Mr. Pape’s folksy manner delivers down-home truths: Don’t get swept up in trendy investments; pay off your debts; analyze how banks are managing your money. As a result, it’s uncontroversial with experts. Chris Richardson, an economist at Deloitte in Canberra, said that Mr. Pape’s major tenets, like his argument that Australians have generally overvalued property and undervalued stock trading “are more real then people realize.”
Another cornerstone of the Barefoot Investor’s plan that resonates with economists is the importance of renegotiating bank fees, which, according to the Reserve Bank of Australia, run to 480 Australian dollars, around $355, a household per year. “Over ten years,” Mr. Pape writes, that’s “enough to take you to New York City and stay at a five-star hotel.”
Bank fees are lower in the United States; in Australia, just four banks represent about 80 percent of the total share of the market. “We certainly have high market concentration by international standards,” said Danielle Wood, an economist at the Grattan Institute, a public policy think tank in Melbourne. Ms. Wood sees high bank fees as a result of status quo bias, or the tendency to accept things the way they are, perhaps understandable for a country doing so well economically. “I think the message of the Barefoot Investor gets traction because he encourages people to think about things, and think about why they’re paying too much,” she said.
Jackie Frankel, a 47-year-old factory worker from Australia’s Mornington Peninsula, is a zealous Barefooter, as Mr. Pape’s fans are known. She concedes that her two grown daughters don’t completely understand his appeal. “They say to me, it’s common sense stuff to figure out what you owe, but I say people need it in black and white,” Ms. Frankel said. After reading the book, she and her husband, who also works in a factory, started going out for “date breakfasts.” (Nights were out because of their shifts.) After talking it through over eggs, they moved their money from one of the “big four” banks to an online-only account recommended by name in Mr. Pape’s book. (He says that he does not accept any endorsements, and will pull a recommendation if he sees a company using his name in advertising.) “We saved $500 a month just doing that, and now we’re going to New Zealand on a cruise,” Ms. Frankel said.
Australians love to travel internationally: about 60 percent hold passports, compared with around 40 percent of Americans. Mr. Pape doesn’t come across as abstemious about these sorts of big-ticket expenses. Instead, he advocates for letting the good times roll by divvying money into “buckets.” This approach ensures daily expenses are separated from “splurges,” like lattes, and “smile” purchases, which, like vacations, make you smile when you think of them. Call it the set and forget principle of money management.
“He doesn’t subscribe to the idea that you’ve got to get down to the bare bones and have no fun,” said Ali Cusack, a 31-year-old lawyer in Melbourne. “He just says, build it into your budget.” Ms. Cusack has been to Europe each summer for the past two years and recently started her own maritime law practice. “I got so ridiculously good at saving money that I didn’t even need to take out a loan to start my own business,” she said.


Your answer should consist of each line below that includes the word "order".

-=-=-=-=-

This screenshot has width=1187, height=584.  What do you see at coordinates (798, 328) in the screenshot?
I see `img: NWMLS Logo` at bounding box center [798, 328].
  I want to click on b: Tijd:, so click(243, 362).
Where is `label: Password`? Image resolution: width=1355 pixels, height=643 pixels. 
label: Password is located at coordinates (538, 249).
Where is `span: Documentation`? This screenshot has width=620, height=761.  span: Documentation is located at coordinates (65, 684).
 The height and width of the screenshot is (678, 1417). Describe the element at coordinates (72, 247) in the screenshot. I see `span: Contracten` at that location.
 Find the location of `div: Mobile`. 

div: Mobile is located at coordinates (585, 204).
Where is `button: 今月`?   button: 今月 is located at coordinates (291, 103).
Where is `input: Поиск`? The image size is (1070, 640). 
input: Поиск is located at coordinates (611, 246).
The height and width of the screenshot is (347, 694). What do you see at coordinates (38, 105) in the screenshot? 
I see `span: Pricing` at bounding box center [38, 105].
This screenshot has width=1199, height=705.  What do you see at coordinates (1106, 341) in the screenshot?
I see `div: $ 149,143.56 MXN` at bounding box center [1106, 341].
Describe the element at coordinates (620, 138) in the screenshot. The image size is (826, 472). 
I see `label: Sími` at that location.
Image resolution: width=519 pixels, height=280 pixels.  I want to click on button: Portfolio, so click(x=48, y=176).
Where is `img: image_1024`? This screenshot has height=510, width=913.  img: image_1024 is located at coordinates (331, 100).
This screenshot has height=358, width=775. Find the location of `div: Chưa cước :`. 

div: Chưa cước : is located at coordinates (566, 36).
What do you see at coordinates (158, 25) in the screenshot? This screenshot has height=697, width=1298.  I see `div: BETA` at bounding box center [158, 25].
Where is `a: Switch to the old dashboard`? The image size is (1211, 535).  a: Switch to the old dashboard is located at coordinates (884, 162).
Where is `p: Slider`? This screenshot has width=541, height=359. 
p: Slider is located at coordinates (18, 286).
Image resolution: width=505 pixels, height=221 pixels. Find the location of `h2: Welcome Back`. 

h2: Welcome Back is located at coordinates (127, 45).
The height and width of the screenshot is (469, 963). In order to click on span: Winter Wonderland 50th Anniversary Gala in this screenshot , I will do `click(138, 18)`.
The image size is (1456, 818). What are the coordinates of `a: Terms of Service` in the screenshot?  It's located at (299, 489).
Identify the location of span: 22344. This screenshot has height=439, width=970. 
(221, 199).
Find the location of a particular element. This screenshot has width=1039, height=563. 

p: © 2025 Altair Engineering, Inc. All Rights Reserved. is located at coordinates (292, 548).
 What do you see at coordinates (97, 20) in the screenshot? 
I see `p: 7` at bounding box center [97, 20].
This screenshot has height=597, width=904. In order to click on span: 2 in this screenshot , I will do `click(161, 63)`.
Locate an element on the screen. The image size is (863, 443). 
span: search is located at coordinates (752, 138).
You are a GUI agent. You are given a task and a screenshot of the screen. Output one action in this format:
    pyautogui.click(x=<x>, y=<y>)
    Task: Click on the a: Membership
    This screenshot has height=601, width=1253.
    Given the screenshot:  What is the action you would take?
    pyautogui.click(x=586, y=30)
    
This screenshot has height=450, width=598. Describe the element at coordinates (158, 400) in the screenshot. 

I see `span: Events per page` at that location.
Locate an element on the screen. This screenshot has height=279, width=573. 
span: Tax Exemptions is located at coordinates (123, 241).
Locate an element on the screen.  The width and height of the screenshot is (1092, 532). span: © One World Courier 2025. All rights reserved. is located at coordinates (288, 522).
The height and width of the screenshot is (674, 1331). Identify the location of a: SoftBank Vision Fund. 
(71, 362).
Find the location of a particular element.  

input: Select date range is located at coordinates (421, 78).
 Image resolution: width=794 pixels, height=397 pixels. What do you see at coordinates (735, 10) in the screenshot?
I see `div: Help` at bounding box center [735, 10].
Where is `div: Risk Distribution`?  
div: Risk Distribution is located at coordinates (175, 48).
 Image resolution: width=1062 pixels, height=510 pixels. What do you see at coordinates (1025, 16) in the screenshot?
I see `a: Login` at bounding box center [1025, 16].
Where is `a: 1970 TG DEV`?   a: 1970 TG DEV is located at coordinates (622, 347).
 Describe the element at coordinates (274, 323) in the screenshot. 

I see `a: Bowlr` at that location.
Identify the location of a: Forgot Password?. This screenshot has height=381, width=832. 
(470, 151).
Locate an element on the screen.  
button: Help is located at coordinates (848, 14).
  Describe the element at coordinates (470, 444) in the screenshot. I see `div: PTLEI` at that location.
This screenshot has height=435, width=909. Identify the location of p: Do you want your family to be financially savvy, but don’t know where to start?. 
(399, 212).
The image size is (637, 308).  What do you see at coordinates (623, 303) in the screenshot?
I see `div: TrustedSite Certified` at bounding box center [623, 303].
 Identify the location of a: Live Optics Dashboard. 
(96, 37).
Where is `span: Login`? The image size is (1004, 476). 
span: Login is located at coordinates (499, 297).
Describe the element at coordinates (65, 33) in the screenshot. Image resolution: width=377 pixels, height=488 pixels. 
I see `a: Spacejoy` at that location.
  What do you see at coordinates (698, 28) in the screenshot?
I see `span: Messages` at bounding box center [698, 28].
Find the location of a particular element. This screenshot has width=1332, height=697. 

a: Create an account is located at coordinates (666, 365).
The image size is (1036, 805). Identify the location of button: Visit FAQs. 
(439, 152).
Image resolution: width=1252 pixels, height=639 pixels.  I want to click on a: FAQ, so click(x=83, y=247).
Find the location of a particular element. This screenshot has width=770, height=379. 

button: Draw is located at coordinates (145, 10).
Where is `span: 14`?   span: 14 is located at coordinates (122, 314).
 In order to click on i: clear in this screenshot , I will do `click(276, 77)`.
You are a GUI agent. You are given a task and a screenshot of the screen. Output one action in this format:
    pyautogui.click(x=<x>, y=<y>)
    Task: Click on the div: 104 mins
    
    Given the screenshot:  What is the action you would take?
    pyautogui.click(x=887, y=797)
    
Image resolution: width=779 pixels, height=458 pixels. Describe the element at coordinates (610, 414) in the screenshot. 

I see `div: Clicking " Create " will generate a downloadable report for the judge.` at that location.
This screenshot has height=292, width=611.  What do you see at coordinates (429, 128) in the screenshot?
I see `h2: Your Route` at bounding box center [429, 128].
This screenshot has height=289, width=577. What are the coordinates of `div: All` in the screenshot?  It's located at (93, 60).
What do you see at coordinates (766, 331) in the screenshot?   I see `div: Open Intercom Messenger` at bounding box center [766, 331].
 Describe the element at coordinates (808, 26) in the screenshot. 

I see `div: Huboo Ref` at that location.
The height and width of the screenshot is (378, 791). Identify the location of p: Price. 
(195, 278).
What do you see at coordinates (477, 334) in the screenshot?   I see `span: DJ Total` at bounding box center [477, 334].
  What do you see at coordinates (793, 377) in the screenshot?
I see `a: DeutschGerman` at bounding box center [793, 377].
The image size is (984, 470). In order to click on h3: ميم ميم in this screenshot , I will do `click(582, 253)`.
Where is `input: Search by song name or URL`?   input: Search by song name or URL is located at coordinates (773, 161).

-=-=-=-=-

Answer space
The height and width of the screenshot is (469, 963). In order to click on span: Winter Wonderland 50th Anniversary Gala in this screenshot , I will do `click(138, 18)`.
This screenshot has height=597, width=904. In order to click on span: 2 in this screenshot , I will do `click(161, 63)`.
 In order to click on i: clear in this screenshot , I will do `click(276, 77)`.
The image size is (984, 470). In order to click on h3: ميم ميم in this screenshot , I will do `click(582, 253)`.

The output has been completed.